“Hansel and Gretel came together like two magnets meeting, like meteors that have been screaming through space toward this one moment of collision. They met in the middle with a bang, and instantly their feet went out from under them on the slick roadway. They landed, hard, in a puddle of icy mud.
They stared at each other, sitting in the puddle.
Lost and then found.
Dead and then alive.
Covered in mud.
Sitting on their behinds in three inches of filthy water.
And they began to laugh. They threw their arms around each other and laughed until tears streamed down their faces. They sat, freezing, muddy, in a puddle in the middle of the road, with the gray sky overhead, and their parents’ castle waiting just a few miles away. They sat there and held each other until their arms ached.
‘Where have you been?’ Hansel asked as they pulled themselves out of the puddle.
‘How are you alive?’ Gretel asked at just the same moment.
So they climbed up on an oxcart and told each other about every single thing that had happened since the day of the hunt in the Lebenwald—and some things twice.
And as they talked and laughed and gasped and talked some more, Ivy and Betty {the oxen} drew them closer and closer to home.
Hansel and Gretel are coming to the hardest part now.
It’s true that they’ve been nearly eaten by a cannibalistic baker woman; and they’ve talked to the fiery sun and to the child-eating moon and to the kind stars; and they’ve journeyed to the Crystal Mountain; and that Gretel has cut off her own finger, and caused somebody to be boiled alive; and that Hansel has been turned into a beast and been shot and skinned and gambled away; and that he went to Hell and dressed up like the Devil’s grandmother; and that he’s been chased by the Devil himself and has held an old man’s hand as he died.
It’s true they’ve done all those things.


> Try it
Could you give back every entry below exactly, with the pictures dropped?

[Stored entries]
== Segment start ==
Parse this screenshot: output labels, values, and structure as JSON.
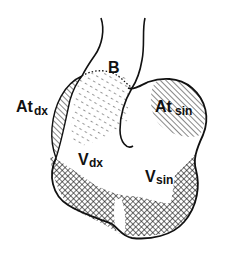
{
  "diagram": {
    "type": "anatomical-heart-sketch",
    "colors": {
      "ink": "#111111",
      "background": "#ffffff"
    },
    "labels": {
      "B": {
        "main": "B",
        "sub": ""
      },
      "at_dx": {
        "main": "At",
        "sub": "dx"
      },
      "at_sin": {
        "main": "At",
        "sub": "sin"
      },
      "v_dx": {
        "main": "V",
        "sub": "dx"
      },
      "v_sin": {
        "main": "V",
        "sub": "sin"
      }
    },
    "regions": [
      {
        "name": "At dx",
        "fill": "diagonal-hatch"
      },
      {
        "name": "At sin",
        "fill": "diagonal-hatch"
      },
      {
        "name": "B",
        "fill": "dash-stipple"
      },
      {
        "name": "V dx",
        "fill": "cross-hatch"
      },
      {
        "name": "V sin",
        "fill": "cross-hatch"
      }
    ]
  }
}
== Segment end ==
> Task response
Parse this screenshot: output labels, values, and structure as JSON.
{
  "diagram": {
    "type": "anatomical-heart-sketch",
    "colors": {
      "ink": "#111111",
      "background": "#ffffff"
    },
    "labels": {
      "B": {
        "main": "B",
        "sub": ""
      },
      "at_dx": {
        "main": "At",
        "sub": "dx"
      },
      "at_sin": {
        "main": "At",
        "sub": "sin"
      },
      "v_dx": {
        "main": "V",
        "sub": "dx"
      },
      "v_sin": {
        "main": "V",
        "sub": "sin"
      }
    },
    "regions": [
      {
        "name": "At dx",
        "fill": "diagonal-hatch"
      },
      {
        "name": "At sin",
        "fill": "diagonal-hatch"
      },
      {
        "name": "B",
        "fill": "dash-stipple"
      },
      {
        "name": "V dx",
        "fill": "cross-hatch"
      },
      {
        "name": "V sin",
        "fill": "cross-hatch"
      }
    ]
  }
}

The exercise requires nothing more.